Beauty and the Beast and Song of Orpheus

First published:Beauty and the Beast (1989) and Song of Orpheus (1990)

Type of work: Novels

Type of plot: Fantasy—cultural exploration

Time of work: 1986-1987

Locale: New York City

The Plot

Beauty and the Beast and Song of Orpheus are based on the television program Beauty and the Beast, which began airing in 1987 and was created by Ron Koslow. The story concerns Catherine Chandler, a beautiful, well-educated debutante whose narcissistic, privileged life has begun to lose its appeal. Her job as junior partner in her father’s prestigious corporate law firm has become dull and her performance in that capacity lackluster. While trying to hail a taxi one evening, Catherine is grabbed by a stocky man and forced into a van. Three days later, she is thrown out of the van in Central Park and left for dead. She has been beaten badly, and her face has been slashed.

Catherine awakes Below, in a secret underworld beneath the level of old subway tunnels in Manhattan, having been found by Vincent, a huge half-human, half-lion. She immediately feels a powerful bond with Vincent. She is cared for by Father, patriarch of the secret society of outcasts and refugees from the heartless, profligate society Above.

Despite her own father’s efforts to facilitate her return to normalcy by hiring a plastic surgeon and by remaining patient in the face of her flat refusal to discuss the details of her disappearance, Catherine’s thoughts are not at all on settling back into her old routine. Searing memories of the injustice done to her and to Vincent, an “accident” horribly discarded at birth but rescued by the Tunnel Dwellers, claim her attention. Although she understands that Above remains as closed to Vincent as Below is to her, she knows also that her life henceforth will never be the same. She leaves her father’s corporate law firm and, seeking to aid other innocent victims, becomes a deputy district attorney. She also begins to learn how to defend herself.

Vincent, his thoughts on Catherine, occasionally ventures stealthily into Central Park from the Tunnels, merely to gaze at the light in her room. Neither Vincent’s dreams of Catherine nor his visits Above find favor with Father, who insists that by going Above, the Tunnel Dwellers invite their doom. Vincent appears one evening on Catherine’s terrace and stays with her until dawn.

At the district attorney’s office, Catherine soon discovers information concerning another victim and thereby learns the identity of her assailant, who then sets out to kill her. Vincent, sensing her danger, rushes to her aid with the ferocity of an animal. The book ends as Catherine and Vincent, realizing the strength of the bond between them, bid goodbye for the time being.

In Song of Orpheus, Barbara Hambly develops three episodes previously aired in the television series that intertwine the lives and worlds of Catherine and Vincent. Vincent’s nightly journeys Above to see Catherine have become more frequent. On one of them he brings her a necklace. It is a gift from Mouse, who has discovered, at the end of a remote tunnel, a buried ship laden with treasures. The treasure produces dissent among the Tunnel Dwellers, turning friend against friend. Against the wishes of others, Cullen takes gold items Above to sell but succeeds only in attracting a rapacious intruder who enters the Tunnels, bent on taking all the treasure. Following a fight, during which the intruder falls into the Abyss, the Tunnel Dwellers finally agree to donate the treasure Above to the St. Regina Shelter for the Homeless.

In the second episode, Father receives a message and mysteriously ventures Above. In the office of Alan Taft, an old friend, Father discovers Taft’s body and is promptly arrested for Taft’s murder. Vincent appeals to Catherine for help in locating Father. Believing rightly that his disappearance is linked to his past, Catherine and Vincent peruse microfilm at the public library and learn that Father is Dr. Jacob Wells, a physician called before the House Committee on Un-American Activities in 1951 and subsequently blacklisted. Shrinking from sharing his fate, Margaret, his bride, retreated to Paris with his father. Having never remarried and now dying of cancer, Margaret had sent the enigmatic note to Father noting the “wreck of my memories.” Catherine discovers the identity of Taft’s murderer, and Father returns to the Tunnels. Margaret joins him Below, spending the last seven days of her life with him.

Father recovers slowly from Margaret’s death. One day, a Tunnel child falls into the Maze, a labyrinth of echoing caverns and tiny tunnels. In a rescue attempt, rocks collapse upon Father and Vincent. Above, Catherine immediately senses his peril. She descends into the Tunnels, falling headlong into Mouse’s Mousehole. With Mouse she finds Vincent and Father pinned in a rockslide, their oxygen rapidly running out. Desperate to save Vincent, Catherine secures a drill and explosives from her former lover, Elliot Burch, an architect and construction magnate. Vincent and Father, who is injured, are rescued. At last a real part of life Below, Catherine realizes how much she loves and needs Vincent.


Copy each line of the records below that has "exponential" in it.

━━━

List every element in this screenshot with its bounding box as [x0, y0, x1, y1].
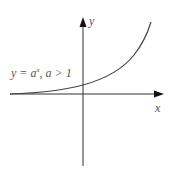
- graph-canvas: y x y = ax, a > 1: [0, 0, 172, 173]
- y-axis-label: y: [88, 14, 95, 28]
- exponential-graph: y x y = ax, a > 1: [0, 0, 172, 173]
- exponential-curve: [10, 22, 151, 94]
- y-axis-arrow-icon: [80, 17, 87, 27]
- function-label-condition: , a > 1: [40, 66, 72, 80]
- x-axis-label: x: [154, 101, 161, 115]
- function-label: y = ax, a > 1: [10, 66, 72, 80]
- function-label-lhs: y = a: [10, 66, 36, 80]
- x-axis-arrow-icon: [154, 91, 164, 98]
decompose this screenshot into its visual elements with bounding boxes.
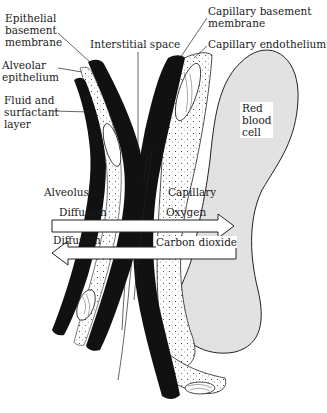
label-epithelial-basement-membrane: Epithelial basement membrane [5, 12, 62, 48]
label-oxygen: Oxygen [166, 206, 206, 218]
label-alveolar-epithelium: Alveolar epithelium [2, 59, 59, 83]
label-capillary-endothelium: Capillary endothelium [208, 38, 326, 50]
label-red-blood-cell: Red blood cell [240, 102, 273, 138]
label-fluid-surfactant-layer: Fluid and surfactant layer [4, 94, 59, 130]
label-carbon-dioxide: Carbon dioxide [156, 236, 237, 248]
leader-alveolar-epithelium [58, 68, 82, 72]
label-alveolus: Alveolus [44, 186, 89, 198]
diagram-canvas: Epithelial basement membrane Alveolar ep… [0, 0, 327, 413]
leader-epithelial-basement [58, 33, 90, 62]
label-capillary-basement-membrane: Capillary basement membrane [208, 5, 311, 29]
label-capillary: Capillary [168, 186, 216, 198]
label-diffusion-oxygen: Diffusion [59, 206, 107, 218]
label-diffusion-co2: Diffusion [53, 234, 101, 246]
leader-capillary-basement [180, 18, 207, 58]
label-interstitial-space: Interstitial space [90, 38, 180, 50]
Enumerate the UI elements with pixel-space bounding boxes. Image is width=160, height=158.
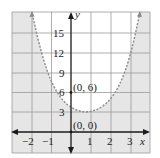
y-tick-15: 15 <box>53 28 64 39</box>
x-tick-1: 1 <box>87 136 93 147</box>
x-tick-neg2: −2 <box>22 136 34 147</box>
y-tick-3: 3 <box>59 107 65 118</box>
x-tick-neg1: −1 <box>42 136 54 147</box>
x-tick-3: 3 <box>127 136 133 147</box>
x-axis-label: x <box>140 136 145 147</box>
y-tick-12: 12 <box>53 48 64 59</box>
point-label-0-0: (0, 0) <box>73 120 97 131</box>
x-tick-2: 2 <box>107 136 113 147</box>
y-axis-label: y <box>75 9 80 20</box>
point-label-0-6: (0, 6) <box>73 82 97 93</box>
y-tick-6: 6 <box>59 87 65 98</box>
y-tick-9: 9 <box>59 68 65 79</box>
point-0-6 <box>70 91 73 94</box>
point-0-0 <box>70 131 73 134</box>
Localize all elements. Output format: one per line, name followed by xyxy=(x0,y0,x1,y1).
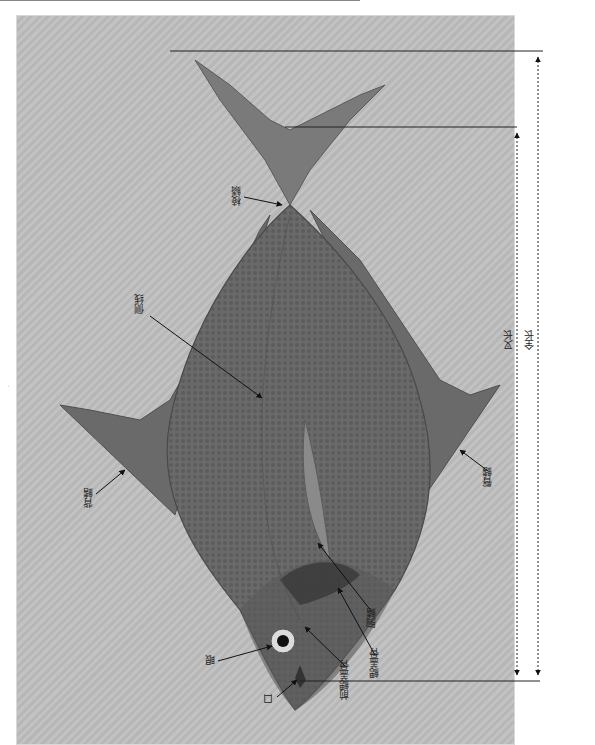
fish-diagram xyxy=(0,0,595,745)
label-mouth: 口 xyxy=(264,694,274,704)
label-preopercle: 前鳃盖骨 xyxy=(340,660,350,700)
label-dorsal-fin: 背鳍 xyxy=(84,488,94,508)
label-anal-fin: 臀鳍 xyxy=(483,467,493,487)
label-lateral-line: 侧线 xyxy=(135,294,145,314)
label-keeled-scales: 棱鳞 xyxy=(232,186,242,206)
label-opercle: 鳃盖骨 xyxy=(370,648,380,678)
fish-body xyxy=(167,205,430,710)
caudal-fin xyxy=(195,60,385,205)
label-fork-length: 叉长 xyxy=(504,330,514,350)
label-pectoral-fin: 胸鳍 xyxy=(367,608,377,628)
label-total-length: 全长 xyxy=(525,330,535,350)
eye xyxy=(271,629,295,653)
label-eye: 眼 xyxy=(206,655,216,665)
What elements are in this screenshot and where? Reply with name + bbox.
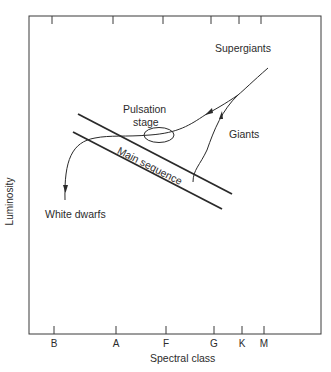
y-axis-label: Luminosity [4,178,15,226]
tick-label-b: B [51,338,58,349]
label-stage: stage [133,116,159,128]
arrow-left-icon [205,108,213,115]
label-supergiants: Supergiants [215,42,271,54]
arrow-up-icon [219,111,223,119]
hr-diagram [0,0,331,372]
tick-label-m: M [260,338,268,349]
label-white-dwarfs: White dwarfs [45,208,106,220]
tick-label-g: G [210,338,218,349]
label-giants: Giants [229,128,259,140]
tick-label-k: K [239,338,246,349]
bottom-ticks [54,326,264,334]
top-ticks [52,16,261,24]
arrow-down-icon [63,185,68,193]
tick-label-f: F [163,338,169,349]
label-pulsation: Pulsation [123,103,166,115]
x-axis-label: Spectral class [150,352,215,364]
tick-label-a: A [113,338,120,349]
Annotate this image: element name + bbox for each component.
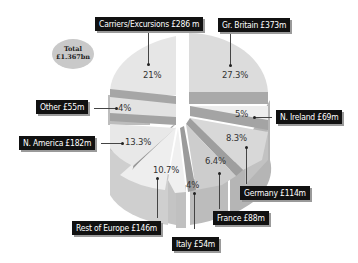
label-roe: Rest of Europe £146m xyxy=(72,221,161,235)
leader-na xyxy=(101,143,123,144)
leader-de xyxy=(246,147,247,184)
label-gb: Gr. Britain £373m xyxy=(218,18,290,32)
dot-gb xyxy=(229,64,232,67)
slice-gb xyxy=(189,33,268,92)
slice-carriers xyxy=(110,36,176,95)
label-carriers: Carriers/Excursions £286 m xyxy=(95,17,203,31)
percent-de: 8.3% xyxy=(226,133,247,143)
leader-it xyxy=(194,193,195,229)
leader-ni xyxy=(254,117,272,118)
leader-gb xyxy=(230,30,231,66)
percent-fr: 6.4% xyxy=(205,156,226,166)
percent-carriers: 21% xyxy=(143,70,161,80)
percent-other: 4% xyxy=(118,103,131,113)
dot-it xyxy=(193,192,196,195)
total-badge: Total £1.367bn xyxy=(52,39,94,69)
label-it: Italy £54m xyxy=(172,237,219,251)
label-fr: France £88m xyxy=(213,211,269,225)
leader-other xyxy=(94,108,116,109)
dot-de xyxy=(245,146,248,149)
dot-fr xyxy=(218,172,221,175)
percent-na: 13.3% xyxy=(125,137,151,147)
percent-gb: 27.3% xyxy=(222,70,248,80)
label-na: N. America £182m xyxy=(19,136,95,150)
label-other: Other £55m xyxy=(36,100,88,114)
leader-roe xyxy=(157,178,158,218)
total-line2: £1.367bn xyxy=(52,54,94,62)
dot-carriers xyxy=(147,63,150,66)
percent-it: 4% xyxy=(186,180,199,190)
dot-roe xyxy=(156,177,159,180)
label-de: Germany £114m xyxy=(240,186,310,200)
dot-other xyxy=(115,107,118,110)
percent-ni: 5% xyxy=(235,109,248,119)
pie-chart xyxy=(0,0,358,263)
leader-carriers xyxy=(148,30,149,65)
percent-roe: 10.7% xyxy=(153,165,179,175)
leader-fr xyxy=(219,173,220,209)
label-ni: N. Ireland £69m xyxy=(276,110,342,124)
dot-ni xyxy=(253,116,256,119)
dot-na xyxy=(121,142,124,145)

━━━

ANSWER FOR THE TASK —
- exponential-graph: y x y = ax, a > 1: [0, 0, 172, 173]
- exponential-curve: [10, 22, 151, 94]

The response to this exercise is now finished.